By Sarge
Getting old sucks. I mean it stinks in many ways. Some things are becoming more and more difficult to do. Walking has slowed. Eyesight has dimmed. The singing voice has coarsened and the thought process has slowed. So, if you’re like so many people accompanying me into twilight from the limelight you’ll understand my displeasure at having to admit the volume of medicine I swallow and/or inject daily.
Each morning, I endure the indignity of the dreaded medication absorption process. I take six (6) pills/capsules for my heart condition and/or Type 2 Diabetes; then endure three to four Diabetes control injections dependent on the number of times I eat. Then I tolerate supplements (vitamins and minerals). My physician prescribed them, feeling my metabolic structure requires chemical balancing. For a specific period of time after this ordeal I rattle while walking as the sundry assemblage of pills, potions and encapsulated alchemical mass gyrates and collides freely in my gut. I love life and want to stay a part of it but, sometimes it’s hard work, unpleasant and more times than not, something I have to pay close attention to for survival.
I never believed I’d be 58 years old. It’s not a bad age. I’m glad I’ve made it this long. That was never a given with the profligate lifestyle I once lived. Eat, drink and be merry was the motto. I ignored the AMA’s (American Medical Association) caveat: “with moderation”. I wanted to be the best, the strongest, the fastest; the most hardy and heartiest and the brightest.
Best: I never made it. Strongest: Came close (300 pound bench press – no hernia). Fastest: capable of downing a pitcher of beer in near record time. Hardy and heartiest: Could stay awake and party for days with minimal sleep, rest and/or recovery. Brightest: Not by a long shot-billions of brain cells lay dead , scattered and littered across the battlefield my mind (and life) once was.
It’s a darned hard thing to cope with at this time in my life. But I must take my medicine or I’ll die. It’s as simple as that. I hate the idea, but it’s my fault. It’s much like the sorry condition this country has developed into is YOUR fault. (You read that correctly. It’s your fault; and mine, and our predecessors going back to the turn of the century.)
America suffers from the licentious excesses of governmental extravagance and the accumulated decadence of Progressive political policies since the early twentieth century. We’ve been told and accepted we need to stay firmly attached to mother’s breast for life. Woodrow Wilson’s patrician, paternalistic and power-hungry belief the President should lead the government and the government should control the people is where it began. Hoover tried holding the Hydra of Progressivism in check but failed. The New Deal (government jobs provided an economic roadmap out of a depression) moved the theory along with Social Security which is very insecure lately. The New Deal and the Fair Deal continued fattening the pig Eisenhower turned into a pork roast. It’s now a Raw Deal suffering a fiscal aneurysm with deficits of unforeseen magnitude. And it keeps bulging dangerously.
Government assistance and Welfare became an expected norm for many people. People make a living through “professional” pregnancy and dependency. Government grew from politicians supplying what the people were told they wanted. Hand-outs, bail-outs and now we endure the fall-out of it all.
The American Dream’s becoming a nightmare we show no signs of waking from under the present administration. We must cut government spending. Trim waste. Create jobs in the private sector. Stop outsourcing jobs overseas. If it isn’t manufactured here-DON’T BUY IT! You can’t be a consumer unless you’re a producer. It’s time to grow up, get off of Mother’s Milk and take the strong medicine necessary for survival. Recognize now, that Mother’s tired and dry and there’s no wet nurse on the horizon-just some force feeding offered by an ugly stepmother looking to control and enslave you to her way of thinking. Get off of your knees Cinderella and do it right.
We must take our strong, unsavory medicine to get well.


Give the listing again word for word, excluding the pictures it contains.
Segment Start: PROVIDED DATA
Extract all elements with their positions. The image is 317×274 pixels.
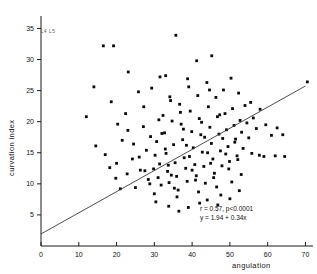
regression-line: [41, 86, 305, 234]
data-point: [230, 181, 233, 184]
data-point: [236, 154, 239, 157]
y-tick-label: 10: [26, 180, 34, 187]
data-point: [201, 151, 204, 154]
x-axis-title: angulation: [232, 261, 271, 270]
data-point: [274, 154, 277, 157]
data-point: [137, 90, 140, 93]
data-point: [195, 59, 198, 62]
data-point: [306, 80, 309, 83]
x-tick-label: 60: [264, 251, 272, 258]
data-point: [249, 101, 252, 104]
y-tick-label: 25: [26, 87, 34, 94]
data-point: [162, 114, 165, 117]
data-point: [252, 117, 255, 120]
equation-annotation: y = 1.94 + 0.34x: [200, 214, 247, 222]
data-point: [170, 174, 173, 177]
data-point: [173, 187, 176, 190]
data-point: [188, 155, 191, 158]
data-point: [153, 192, 156, 195]
y-tick-label: 15: [26, 149, 34, 156]
data-point: [154, 154, 157, 157]
data-point: [231, 107, 234, 110]
data-point: [185, 144, 188, 147]
x-axis-ticks: 010203040506070: [39, 242, 309, 258]
data-point: [196, 94, 199, 97]
specimen-label-note: L4 L5: [41, 29, 55, 34]
x-tick-label: 20: [113, 251, 121, 258]
data-point: [233, 141, 236, 144]
data-point: [92, 85, 95, 88]
data-point: [198, 117, 201, 120]
data-point: [212, 176, 215, 179]
data-point: [195, 174, 198, 177]
x-tick-label: 40: [188, 251, 196, 258]
data-point: [167, 205, 170, 208]
data-point: [258, 154, 261, 157]
y-tick-label: 30: [26, 56, 34, 63]
data-point: [171, 120, 174, 123]
data-point: [157, 118, 160, 121]
data-point: [155, 140, 158, 143]
data-point: [134, 186, 137, 189]
data-point: [165, 152, 168, 155]
data-point: [194, 179, 197, 182]
data-point: [163, 131, 166, 134]
data-point: [189, 110, 192, 113]
data-point: [244, 104, 247, 107]
data-point: [238, 189, 241, 192]
data-point: [124, 112, 127, 115]
data-point: [262, 155, 265, 158]
data-point: [108, 166, 111, 169]
data-point: [172, 143, 175, 146]
data-point: [143, 169, 146, 172]
data-point: [186, 180, 189, 183]
data-point: [228, 160, 231, 163]
data-point: [127, 71, 130, 74]
data-point: [205, 81, 208, 84]
data-point: [210, 142, 213, 145]
data-point: [121, 139, 124, 142]
data-point: [211, 158, 214, 161]
data-point: [213, 172, 216, 175]
data-point: [219, 194, 222, 197]
data-point: [164, 74, 167, 77]
data-point: [139, 169, 142, 172]
data-point: [230, 77, 233, 80]
data-point: [264, 123, 267, 126]
data-point: [202, 165, 205, 168]
data-point: [145, 149, 148, 152]
data-point: [142, 105, 145, 108]
data-point: [187, 85, 190, 88]
data-point: [240, 173, 243, 176]
data-point: [154, 200, 157, 203]
data-point: [204, 182, 207, 185]
data-point: [227, 145, 230, 148]
data-point: [270, 134, 273, 137]
data-point: [234, 138, 237, 141]
data-point: [208, 126, 211, 129]
data-point: [176, 195, 179, 198]
data-point: [115, 162, 118, 165]
data-point: [245, 122, 248, 125]
y-tick-label: 20: [26, 118, 34, 125]
data-point: [210, 54, 213, 57]
data-point: [179, 111, 182, 114]
x-tick-label: 0: [39, 251, 43, 258]
data-point: [160, 184, 163, 187]
x-tick-label: 10: [75, 251, 83, 258]
data-point: [221, 164, 224, 167]
data-point: [199, 133, 202, 136]
data-point: [209, 162, 212, 165]
plot-canvas: 5101520253035 010203040506070 curvation …: [0, 0, 317, 274]
data-point: [247, 136, 250, 139]
data-point: [190, 130, 193, 133]
data-point: [167, 164, 170, 167]
data-point: [193, 163, 196, 166]
data-point: [131, 158, 134, 161]
data-point: [218, 113, 221, 116]
data-point: [183, 156, 186, 159]
data-point: [255, 127, 258, 130]
data-point: [187, 206, 190, 209]
y-axis-ticks: 5101520253035: [26, 25, 41, 218]
data-point: [132, 143, 135, 146]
Segment End: PROVIDED DATA
» RESULT BELOW
Extract all elements with their positions. The image is 317×274 pixels.
regression-line: [41, 86, 305, 234]
data-point: [230, 181, 233, 184]
data-point: [236, 154, 239, 157]
y-tick-label: 10: [26, 180, 34, 187]
data-point: [201, 151, 204, 154]
x-axis-title: angulation: [232, 261, 271, 270]
data-point: [274, 154, 277, 157]
data-point: [137, 90, 140, 93]
data-point: [195, 59, 198, 62]
data-point: [306, 80, 309, 83]
x-tick-label: 60: [264, 251, 272, 258]
data-point: [249, 101, 252, 104]
y-tick-label: 25: [26, 87, 34, 94]
data-point: [162, 114, 165, 117]
data-point: [252, 117, 255, 120]
equation-annotation: y = 1.94 + 0.34x: [200, 214, 247, 222]
data-point: [170, 174, 173, 177]
data-point: [173, 187, 176, 190]
data-point: [188, 155, 191, 158]
data-point: [153, 192, 156, 195]
y-tick-label: 15: [26, 149, 34, 156]
data-point: [154, 154, 157, 157]
data-point: [231, 107, 234, 110]
data-point: [185, 144, 188, 147]
x-axis-ticks: 010203040506070: [39, 242, 309, 258]
data-point: [196, 94, 199, 97]
specimen-label-note: L4 L5: [41, 29, 55, 34]
x-tick-label: 20: [113, 251, 121, 258]
data-point: [233, 141, 236, 144]
data-point: [92, 85, 95, 88]
data-point: [198, 117, 201, 120]
data-point: [212, 176, 215, 179]
data-point: [195, 174, 198, 177]
x-tick-label: 40: [188, 251, 196, 258]
data-point: [167, 205, 170, 208]
data-point: [258, 154, 261, 157]
y-tick-label: 30: [26, 56, 34, 63]
data-point: [171, 120, 174, 123]
data-point: [157, 118, 160, 121]
data-point: [155, 140, 158, 143]
data-point: [134, 186, 137, 189]
data-point: [165, 152, 168, 155]
data-point: [194, 179, 197, 182]
data-point: [163, 131, 166, 134]
data-point: [189, 110, 192, 113]
data-point: [244, 104, 247, 107]
data-point: [238, 189, 241, 192]
data-point: [124, 112, 127, 115]
data-point: [262, 155, 265, 158]
data-point: [108, 166, 111, 169]
data-point: [172, 143, 175, 146]
data-point: [143, 169, 146, 172]
data-point: [186, 180, 189, 183]
data-point: [228, 160, 231, 163]
data-point: [127, 71, 130, 74]
data-point: [205, 81, 208, 84]
data-point: [210, 142, 213, 145]
data-point: [121, 139, 124, 142]
data-point: [211, 158, 214, 161]
data-point: [213, 172, 216, 175]
data-point: [219, 194, 222, 197]
data-point: [164, 74, 167, 77]
data-point: [139, 169, 142, 172]
data-point: [230, 77, 233, 80]
data-point: [264, 123, 267, 126]
data-point: [202, 165, 205, 168]
data-point: [145, 149, 148, 152]
data-point: [142, 105, 145, 108]
data-point: [187, 85, 190, 88]
data-point: [240, 173, 243, 176]
data-point: [154, 200, 157, 203]
data-point: [204, 182, 207, 185]
data-point: [227, 145, 230, 148]
data-point: [270, 134, 273, 137]
data-point: [234, 138, 237, 141]
data-point: [208, 126, 211, 129]
data-point: [176, 195, 179, 198]
data-point: [115, 162, 118, 165]
data-point: [245, 122, 248, 125]
y-tick-label: 20: [26, 118, 34, 125]
data-point: [210, 54, 213, 57]
data-point: [179, 111, 182, 114]
x-tick-label: 0: [39, 251, 43, 258]
data-point: [160, 184, 163, 187]
x-tick-label: 10: [75, 251, 83, 258]
data-point: [221, 164, 224, 167]
data-point: [199, 133, 202, 136]
data-point: [209, 162, 212, 165]
plot-canvas: 5101520253035 010203040506070 curvation …: [0, 0, 317, 274]
data-point: [247, 136, 250, 139]
data-point: [190, 130, 193, 133]
data-point: [167, 164, 170, 167]
data-point: [193, 163, 196, 166]
data-point: [131, 158, 134, 161]
data-point: [218, 113, 221, 116]
data-point: [183, 156, 186, 159]
data-point: [255, 127, 258, 130]
data-point: [187, 206, 190, 209]
y-axis-ticks: 5101520253035: [26, 25, 41, 218]
data-point: [132, 143, 135, 146]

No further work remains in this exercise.